→ Exercise requirements
Below are the entries; give again exactly the lines from the one mentioning "The image size is (1020, 574)." through the one mentioning "Task: Click on the turn", inclusive.

Data items:
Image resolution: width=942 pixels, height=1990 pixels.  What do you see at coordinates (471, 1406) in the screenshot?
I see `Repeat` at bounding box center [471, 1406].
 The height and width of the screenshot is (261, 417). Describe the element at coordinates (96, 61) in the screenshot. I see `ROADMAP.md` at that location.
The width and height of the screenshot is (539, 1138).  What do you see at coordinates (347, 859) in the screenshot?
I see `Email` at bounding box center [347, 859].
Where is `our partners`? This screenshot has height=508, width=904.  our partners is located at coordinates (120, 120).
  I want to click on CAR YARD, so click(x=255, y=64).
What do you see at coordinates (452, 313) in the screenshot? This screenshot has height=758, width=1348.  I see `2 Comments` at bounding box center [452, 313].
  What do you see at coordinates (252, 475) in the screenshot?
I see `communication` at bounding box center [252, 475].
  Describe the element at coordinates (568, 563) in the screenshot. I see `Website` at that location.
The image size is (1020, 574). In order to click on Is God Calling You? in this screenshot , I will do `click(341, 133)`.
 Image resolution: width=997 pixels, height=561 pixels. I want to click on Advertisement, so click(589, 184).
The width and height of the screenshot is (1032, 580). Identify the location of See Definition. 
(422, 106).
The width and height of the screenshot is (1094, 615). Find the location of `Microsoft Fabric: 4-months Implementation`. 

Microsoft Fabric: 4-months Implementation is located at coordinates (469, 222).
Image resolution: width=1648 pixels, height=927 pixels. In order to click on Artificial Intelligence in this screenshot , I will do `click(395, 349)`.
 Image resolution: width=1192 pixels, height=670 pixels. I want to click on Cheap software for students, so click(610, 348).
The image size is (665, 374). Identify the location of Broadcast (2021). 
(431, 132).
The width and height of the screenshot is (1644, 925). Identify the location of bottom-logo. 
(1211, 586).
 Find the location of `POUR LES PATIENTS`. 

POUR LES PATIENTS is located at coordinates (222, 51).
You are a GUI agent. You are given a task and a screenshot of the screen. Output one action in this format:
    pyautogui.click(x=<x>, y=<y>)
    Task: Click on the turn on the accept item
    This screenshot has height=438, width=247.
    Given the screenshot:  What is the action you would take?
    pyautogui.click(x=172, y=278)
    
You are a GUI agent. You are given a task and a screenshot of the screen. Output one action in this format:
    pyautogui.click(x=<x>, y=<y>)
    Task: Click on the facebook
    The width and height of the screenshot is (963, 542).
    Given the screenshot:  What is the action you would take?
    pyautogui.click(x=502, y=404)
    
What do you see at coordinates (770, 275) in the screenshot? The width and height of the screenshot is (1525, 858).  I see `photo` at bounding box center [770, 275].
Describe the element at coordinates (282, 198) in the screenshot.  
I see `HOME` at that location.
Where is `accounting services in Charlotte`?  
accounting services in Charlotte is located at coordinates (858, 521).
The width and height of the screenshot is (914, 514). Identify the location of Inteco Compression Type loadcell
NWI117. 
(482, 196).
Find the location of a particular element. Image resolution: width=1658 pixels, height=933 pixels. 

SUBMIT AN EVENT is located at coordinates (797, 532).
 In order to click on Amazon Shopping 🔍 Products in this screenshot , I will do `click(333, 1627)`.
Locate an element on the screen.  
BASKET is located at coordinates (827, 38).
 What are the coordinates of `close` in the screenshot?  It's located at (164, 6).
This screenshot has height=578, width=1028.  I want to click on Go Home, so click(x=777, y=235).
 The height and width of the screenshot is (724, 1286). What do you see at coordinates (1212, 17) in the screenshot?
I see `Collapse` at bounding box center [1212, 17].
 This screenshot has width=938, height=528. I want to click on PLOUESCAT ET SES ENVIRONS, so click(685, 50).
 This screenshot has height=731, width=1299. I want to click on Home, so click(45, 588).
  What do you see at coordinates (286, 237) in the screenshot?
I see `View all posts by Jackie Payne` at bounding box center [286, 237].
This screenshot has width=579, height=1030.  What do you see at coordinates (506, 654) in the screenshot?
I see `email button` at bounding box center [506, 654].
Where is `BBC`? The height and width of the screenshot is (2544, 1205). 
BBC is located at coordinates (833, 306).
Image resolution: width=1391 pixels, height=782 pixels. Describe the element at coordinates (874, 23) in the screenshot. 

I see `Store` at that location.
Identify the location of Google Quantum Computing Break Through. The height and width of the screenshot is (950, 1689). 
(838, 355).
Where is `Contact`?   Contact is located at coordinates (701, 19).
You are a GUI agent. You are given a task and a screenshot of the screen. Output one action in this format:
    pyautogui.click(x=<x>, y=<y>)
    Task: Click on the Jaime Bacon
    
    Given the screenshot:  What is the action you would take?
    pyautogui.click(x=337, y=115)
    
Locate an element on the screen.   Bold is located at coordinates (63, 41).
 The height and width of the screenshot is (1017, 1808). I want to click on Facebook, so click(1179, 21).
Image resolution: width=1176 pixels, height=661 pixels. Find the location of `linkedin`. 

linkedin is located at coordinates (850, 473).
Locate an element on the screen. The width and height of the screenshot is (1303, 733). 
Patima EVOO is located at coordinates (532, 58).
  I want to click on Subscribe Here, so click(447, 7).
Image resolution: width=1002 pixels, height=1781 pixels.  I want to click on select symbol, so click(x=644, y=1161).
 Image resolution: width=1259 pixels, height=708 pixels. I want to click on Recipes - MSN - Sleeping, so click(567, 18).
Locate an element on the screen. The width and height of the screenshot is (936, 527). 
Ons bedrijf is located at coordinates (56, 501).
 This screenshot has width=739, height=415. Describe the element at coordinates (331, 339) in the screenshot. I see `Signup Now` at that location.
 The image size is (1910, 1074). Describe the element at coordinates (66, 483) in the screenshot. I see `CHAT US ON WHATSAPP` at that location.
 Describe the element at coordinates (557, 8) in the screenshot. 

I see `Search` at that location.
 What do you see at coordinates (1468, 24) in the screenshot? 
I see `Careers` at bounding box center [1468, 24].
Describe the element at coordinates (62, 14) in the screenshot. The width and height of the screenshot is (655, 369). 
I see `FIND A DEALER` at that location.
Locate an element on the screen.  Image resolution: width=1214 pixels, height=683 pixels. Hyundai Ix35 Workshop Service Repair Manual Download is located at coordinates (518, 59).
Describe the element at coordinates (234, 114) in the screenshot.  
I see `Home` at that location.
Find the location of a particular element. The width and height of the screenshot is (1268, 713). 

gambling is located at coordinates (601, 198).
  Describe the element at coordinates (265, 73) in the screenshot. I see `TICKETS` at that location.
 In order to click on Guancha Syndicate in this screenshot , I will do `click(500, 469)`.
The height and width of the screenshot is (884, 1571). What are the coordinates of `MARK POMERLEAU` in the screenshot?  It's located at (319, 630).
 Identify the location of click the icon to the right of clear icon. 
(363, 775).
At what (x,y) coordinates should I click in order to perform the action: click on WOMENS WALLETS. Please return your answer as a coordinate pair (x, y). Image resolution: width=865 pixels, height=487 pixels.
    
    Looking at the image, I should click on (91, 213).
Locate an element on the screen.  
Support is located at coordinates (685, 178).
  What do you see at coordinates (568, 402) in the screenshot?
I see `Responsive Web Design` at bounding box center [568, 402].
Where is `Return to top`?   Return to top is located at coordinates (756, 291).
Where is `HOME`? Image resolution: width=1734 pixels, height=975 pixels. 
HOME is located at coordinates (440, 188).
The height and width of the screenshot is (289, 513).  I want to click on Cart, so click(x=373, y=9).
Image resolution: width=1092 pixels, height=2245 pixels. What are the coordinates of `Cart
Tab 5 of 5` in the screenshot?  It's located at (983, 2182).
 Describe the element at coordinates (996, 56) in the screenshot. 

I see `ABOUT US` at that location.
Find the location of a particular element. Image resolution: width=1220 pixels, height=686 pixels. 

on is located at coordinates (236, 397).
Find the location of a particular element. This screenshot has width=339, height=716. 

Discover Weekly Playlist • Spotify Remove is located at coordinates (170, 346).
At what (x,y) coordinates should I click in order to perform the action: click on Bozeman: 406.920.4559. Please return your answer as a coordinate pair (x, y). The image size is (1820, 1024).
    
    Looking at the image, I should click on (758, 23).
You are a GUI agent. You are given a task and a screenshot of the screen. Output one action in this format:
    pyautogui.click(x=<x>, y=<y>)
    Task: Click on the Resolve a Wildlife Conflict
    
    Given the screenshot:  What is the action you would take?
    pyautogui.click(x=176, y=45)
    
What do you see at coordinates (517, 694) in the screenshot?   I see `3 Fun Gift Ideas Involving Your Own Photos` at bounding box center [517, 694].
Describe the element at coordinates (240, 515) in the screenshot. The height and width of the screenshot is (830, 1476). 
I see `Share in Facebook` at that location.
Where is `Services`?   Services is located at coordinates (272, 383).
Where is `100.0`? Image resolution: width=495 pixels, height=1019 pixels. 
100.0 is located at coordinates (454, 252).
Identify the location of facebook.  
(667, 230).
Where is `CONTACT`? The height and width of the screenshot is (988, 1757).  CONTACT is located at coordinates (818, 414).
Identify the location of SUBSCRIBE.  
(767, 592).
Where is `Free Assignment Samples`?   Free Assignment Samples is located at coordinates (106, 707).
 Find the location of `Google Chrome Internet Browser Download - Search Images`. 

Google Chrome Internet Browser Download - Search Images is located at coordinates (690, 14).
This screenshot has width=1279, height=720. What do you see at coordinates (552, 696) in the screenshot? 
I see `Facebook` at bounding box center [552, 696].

→ Solution for this problem
The image size is (1020, 574). In order to click on Is God Calling You? in this screenshot , I will do `click(341, 133)`.
 Image resolution: width=997 pixels, height=561 pixels. I want to click on Advertisement, so click(589, 184).
The width and height of the screenshot is (1032, 580). Identify the location of See Definition. 
(422, 106).
The width and height of the screenshot is (1094, 615). Find the location of `Microsoft Fabric: 4-months Implementation`. 

Microsoft Fabric: 4-months Implementation is located at coordinates (469, 222).
Image resolution: width=1648 pixels, height=927 pixels. In order to click on Artificial Intelligence in this screenshot , I will do `click(395, 349)`.
 Image resolution: width=1192 pixels, height=670 pixels. I want to click on Cheap software for students, so click(610, 348).
The image size is (665, 374). Identify the location of Broadcast (2021). 
(431, 132).
The width and height of the screenshot is (1644, 925). Identify the location of bottom-logo. 
(1211, 586).
 Find the location of `POUR LES PATIENTS`. 

POUR LES PATIENTS is located at coordinates (222, 51).
You are a GUI agent. You are given a task and a screenshot of the screen. Output one action in this format:
    pyautogui.click(x=<x>, y=<y>)
    Task: Click on the turn on the accept item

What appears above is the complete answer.